This article was published in the Spring 2022
By Dustin Watkins, DataBased, Co-founder & CTO
Building a winning team will give any business the best chance at success. With each round of funding being achieved by fewer and fewer companies, I have focused on building the right team around me so that we defy the odds. When you have the right team around you, a business will thrive.
Here are a few key milestones for DataBased from my brother's basement to the present.
- April 2018 - I hired our first part-time engineer, and we began coding in my brother's basement. We were both studying Computer Science at BYU and were entirely self-funded.
- March 2020 - we had a working product, signed our first paying customer, and had grown from one part-time employee to four full-time employees. We also continued to operate lean and were entirely self-funded.
- November 2021 - we had grown to six employees, broke the ten enterprise customer mark, and closed our seed round for $3M at a $40M pre-money valuation.
- April 2022 - we now have 14 employees, are very close to being profitable, and growing really well.
Now for a bit more detail as to how we got here. One night, Justin (software engineer #2 at the company) and I were getting ready to leave the basement office and go home. We got a call from Dan Watkins, my brother and co-founder, that a client had decided to move forward with us if we could meet one critical deadline (2 days away).
There was one big problem, we had only built a full integration with Salesforce, but the client used HubSpot as their CRM. Justin put his backpack down and eagerly began looking into the HubSpot API documentation. We, as a team, finished the integration on time and got our first client. Justin and I were not willing to lose. Without that determination, we could not have met the client's needs, and our first customer would have been delayed.
Of the many things that stood out to me about this experience, one was that Justin was a true champion of DataBased. I often ponder on how we got here. How do we have such a strong employee density of fantastic people, just like Justin? These individuals truly exemplify so many characteristics (hard work, commitment, inability to lose) of what I would hope for in our team. Was it luck, skill, or something else entirely that got us here? While there is no formula to know perfectly how someone will work out for a role or how to retain every high-performing individual, I believe specific leadership skills will mitigate the risk. Over the past four years at DataBased, I have learned that it’s a founder's ability to recruit and retain non-optional skills that drive a startup's success.
I don't claim to have it all figured out, but here are some guidelines I have learned about recruiting and retaining for early-stage startups.
Recruiting
- Data-driven approach- Establish a quantifiable way to measure candidates relative to other candidates and benchmark against current employees to help distinguish top candidates.
- Transparency- Be transparent in the outreach and recruiting process, and it will save you time and earn the respect of your potential employees.
- Share the vision- Sell your candidates on the vision/company and their role in realizing that vision before deep-diving into the interviews. It is an initial investment but will save time in the later stages. If the vision is not for them, then cut bait early.
- Prioritize recruiting- Prioritizing recruiting over other responsibilities became apparent once I realized that for every good hire, the company would get an additional 40 hours of work done per week that was not happening before. Every week delayed costs 40 hours of work not being done. Miss a hiring target by five candidates that needed to be hired in the quarter, and that is 200+ hours a week that no one is doing.
Retention
- Company Culture- Be extremely mindful of what you celebrate and tolerate as a leader. Both categories will naturally become part of your culture.
- Share the way- Regularly reinforce the why and the company vision to maintain consistent alignment throughout the organization.
- Loyalty- Loyalty goes both ways. To build a loyal employee base, the company must be loyal to its employees.
- Invest in your team- Establish a regular cadence for career development. Each employee should know or have an idea of the expectations and timelines for promotions.
- Employees are humans- When tough things happen in life, do all you can to support them and their families. When someone sees that you are there for them during their hard times, it is easy to return that to the company. The inverse is also true.
- Listen and act- Establish baseline Employee Engagement and Sentiment, and have an operational cadence to improve it. Call out what you are doing to address the feedback.
Company culture is quickly established by whom you hire and what you do/don't do to retain your employees. I was at a Utah Founders convention, and Scott O'Neil, the former CEO of the NBA team the Philadelphia 76ers, posed an interesting scenario. He asked if you had a top-performing sales rep, who smashes their quota every quarter, but treats the rest of the employees like garbage, what do you do? What you decide to do or not do is your company culture.
Culture is more than the company values listed on the website, the snacks, the ping pong table, and unlimited PTO. Culture can be simplified down to what leaders celebrate and tolerate. What does leadership incentivize? How does someone distinguish themself as a top performer, and how are they recognized? What happens when objectives are missed? These are just some questions you can ask yourself that help identify your culture. When a company culture you can be proud of has been established, recruiting and retaining become easier. Once you can recruit and retain top talent, your business will have the best chance to win. So what are you celebrating and tolerating that could be subliminally setting your company culture?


**Work request**:
Go over the entries below line by line, copying each one that contains the word "icon".

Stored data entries

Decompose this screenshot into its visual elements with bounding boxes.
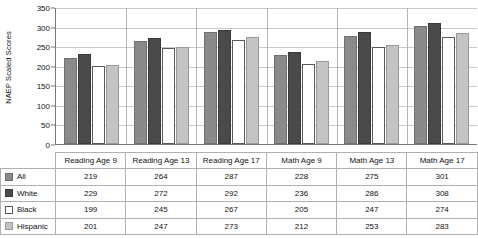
legend-label: White [17,189,37,198]
table-cell-value: 229 [56,185,126,202]
table-cell-value: 287 [196,169,266,186]
legend-swatch-icon [5,206,13,214]
bar-group [407,8,477,144]
table-cell-value: 201 [56,218,126,235]
bar-groups [56,8,477,144]
legend-cell: All [1,169,56,186]
legend-swatch-icon [5,222,13,230]
table-cell-value: 212 [266,218,336,235]
bar-chart: NAEP Scaled Scores 050100150200250300350 [0,0,477,152]
table-cell-value: 272 [126,185,196,202]
y-tick-label: 300 [37,23,50,32]
bar [386,45,399,144]
table-cell-value: 199 [56,202,126,219]
legend-swatch-icon [5,189,13,197]
table-cell-value: 236 [266,185,336,202]
plot-area [55,8,477,145]
bar [288,52,301,144]
bar [134,41,147,144]
bar [456,33,469,144]
table-cell-value: 286 [337,185,407,202]
table-cell-value: 219 [56,169,126,186]
table-corner-cell [1,153,56,169]
table-cell-value: 245 [126,202,196,219]
table-cell-value: 292 [196,185,266,202]
table-column-header: Reading Age 9 [56,153,126,169]
table-row: White229272292236286308 [1,185,478,202]
table-cell-value: 228 [266,169,336,186]
table-column-header: Reading Age 13 [126,153,196,169]
legend-swatch-icon [5,173,13,181]
legend-cell: White [1,185,56,202]
bar-group [267,8,337,144]
legend-label: Hispanic [17,222,48,231]
bar [428,23,441,144]
bar [162,48,175,144]
bar [358,32,371,144]
bar [218,30,231,144]
table-row: Hispanic201247273212253283 [1,218,478,235]
y-tick-label: 50 [41,121,50,130]
data-table: Reading Age 9Reading Age 13Reading Age 1… [0,152,478,235]
table-column-header: Math Age 9 [266,153,336,169]
y-tick-label: 200 [37,62,50,71]
legend-label: Black [17,205,37,214]
y-axis-title: NAEP Scaled Scores [0,0,15,152]
bar [106,65,119,144]
table-cell-value: 247 [337,202,407,219]
table-row: All219264287228275301 [1,169,478,186]
table-row: Black199245267205247274 [1,202,478,219]
bar [204,32,217,144]
table-cell-value: 205 [266,202,336,219]
table-cell-value: 301 [407,169,477,186]
bar-group [126,8,196,144]
bar-group [337,8,407,144]
table-cell-value: 247 [126,218,196,235]
table-cell-value: 308 [407,185,477,202]
bar-group [56,8,126,144]
table-body: All219264287228275301White22927229223628… [1,169,478,235]
bar [316,61,329,144]
bar [92,66,105,144]
bar [78,54,91,144]
y-tick-label: 250 [37,43,50,52]
bar [246,37,259,144]
table-column-header: Math Age 13 [337,153,407,169]
legend-cell: Black [1,202,56,219]
legend-label: All [17,172,26,181]
y-axis-title-text: NAEP Scaled Scores [4,8,13,128]
y-tick-label: 100 [37,101,50,110]
y-tick-label: 350 [37,4,50,13]
legend-cell: Hispanic [1,218,56,235]
bar [372,47,385,144]
table-cell-value: 283 [407,218,477,235]
table-column-header: Reading Age 17 [196,153,266,169]
table-cell-value: 275 [337,169,407,186]
table-cell-value: 264 [126,169,196,186]
bar [414,26,427,144]
table-header-row: Reading Age 9Reading Age 13Reading Age 1… [1,153,478,169]
table-cell-value: 267 [196,202,266,219]
bar-group [196,8,266,144]
table-cell-value: 273 [196,218,266,235]
bar [274,55,287,144]
y-axis-ticks: 050100150200250300350 [15,0,55,152]
bar [302,64,315,144]
bar [148,38,161,144]
table-column-header: Math Age 17 [407,153,477,169]
table-cell-value: 274 [407,202,477,219]
bar [232,40,245,145]
bar [442,37,455,144]
y-tick-label: 0 [46,141,50,150]
bar [344,36,357,144]
bar [64,58,77,144]
data-table-area: Reading Age 9Reading Age 13Reading Age 1… [0,152,477,235]
bar [176,47,189,144]
y-tick-label: 150 [37,82,50,91]
table-cell-value: 253 [337,218,407,235]
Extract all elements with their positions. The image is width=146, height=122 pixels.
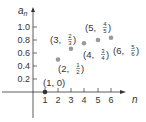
y-tick-label: 1.0 (17, 22, 30, 32)
svg-text:1: 1 (76, 62, 80, 68)
y-axis-label: an (18, 5, 28, 17)
x-tick-label: 4 (81, 95, 86, 105)
x-ticks: 1 2 3 4 5 6 (42, 88, 113, 105)
svg-text:4: 4 (103, 21, 107, 27)
data-point (82, 41, 87, 46)
svg-text:): ) (81, 63, 84, 74)
x-tick-label: 5 (95, 95, 100, 105)
svg-text:): ) (106, 49, 109, 60)
y-tick-label: 0.6 (17, 48, 30, 58)
y-tick-label: 0.4 (17, 61, 30, 71)
svg-text:5: 5 (131, 44, 135, 50)
point-label: (6, (113, 45, 124, 56)
x-axis-label: n (132, 94, 138, 105)
svg-text:2: 2 (68, 33, 72, 39)
y-tick-label: 0.8 (17, 35, 30, 45)
point-label: (1, 0) (43, 77, 65, 88)
point-label: (4, (83, 49, 94, 60)
x-tick-label: 6 (108, 95, 113, 105)
data-point (43, 90, 48, 95)
svg-text:5: 5 (103, 28, 107, 34)
point-labels: (1, 0) (2, 1 2 ) (3, 2 3 ) (4, 3 4 ) (5,… (43, 21, 139, 88)
x-axis-arrow-icon (120, 90, 126, 94)
x-tick-label: 3 (68, 95, 73, 105)
svg-text:2: 2 (76, 69, 80, 75)
svg-text:3: 3 (68, 40, 72, 46)
y-tick-label: 0.2 (17, 74, 30, 84)
svg-text:4: 4 (101, 55, 105, 61)
point-label: (2, (58, 63, 69, 74)
x-tick-label: 2 (55, 95, 60, 105)
point-label: (3, (50, 34, 61, 45)
svg-text:3: 3 (101, 48, 105, 54)
chart: an n 1.0 0.8 0.6 0.4 0.2 1 2 3 4 5 6 (0, 0, 146, 122)
x-tick-label: 1 (42, 95, 47, 105)
data-point (56, 57, 61, 62)
data-point (109, 36, 114, 41)
point-label: (5, (85, 22, 96, 33)
data-point (69, 46, 74, 51)
y-ticks: 1.0 0.8 0.6 0.4 0.2 (17, 22, 37, 84)
svg-text:): ) (73, 34, 76, 45)
svg-text:): ) (108, 22, 111, 33)
svg-text:6: 6 (131, 51, 135, 57)
y-axis-arrow-icon (31, 7, 35, 12)
svg-text:): ) (136, 45, 139, 56)
data-point (96, 38, 101, 43)
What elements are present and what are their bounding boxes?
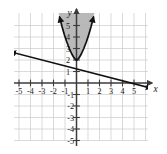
x-tick-label: 5 [132,87,136,96]
y-tick-label: -4 [67,125,74,134]
y-tick-label: 2 [66,56,70,65]
y-tick-label: 1 [66,68,70,77]
x-tick-label: 2 [97,87,101,96]
x-tick-label: -5 [16,87,23,96]
x-tick-label: 1 [86,87,90,96]
x-axis-label: x [152,84,158,94]
coordinate-graph: -5 -4 -3 -2 -1 1 2 3 4 5 5 4 3 2 1 -1 -2… [0,0,167,154]
y-tick-label: -1 [67,91,74,100]
y-tick-label: -3 [67,114,74,123]
x-tick-label: -3 [39,87,46,96]
x-tick-label: -4 [27,87,34,96]
y-tick-label: -2 [67,102,74,111]
y-tick-label: -5 [67,137,74,146]
graph-figure: -5 -4 -3 -2 -1 1 2 3 4 5 5 4 3 2 1 -1 -2… [0,0,167,154]
y-tick-label: 5 [66,22,70,31]
x-tick-label: -2 [50,87,57,96]
y-axis-label: y [66,8,72,18]
x-tick-label: 4 [120,87,124,96]
x-tick-label: 3 [109,87,113,96]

**Result**:
legend-swatch-icon [5,206,13,214]
legend-swatch-icon [5,222,13,230]
legend-swatch-icon [5,189,13,197]
legend-swatch-icon [5,173,13,181]
x-axis-arrow-icon (120, 90, 126, 94)
y-axis-arrow-icon (31, 7, 35, 12)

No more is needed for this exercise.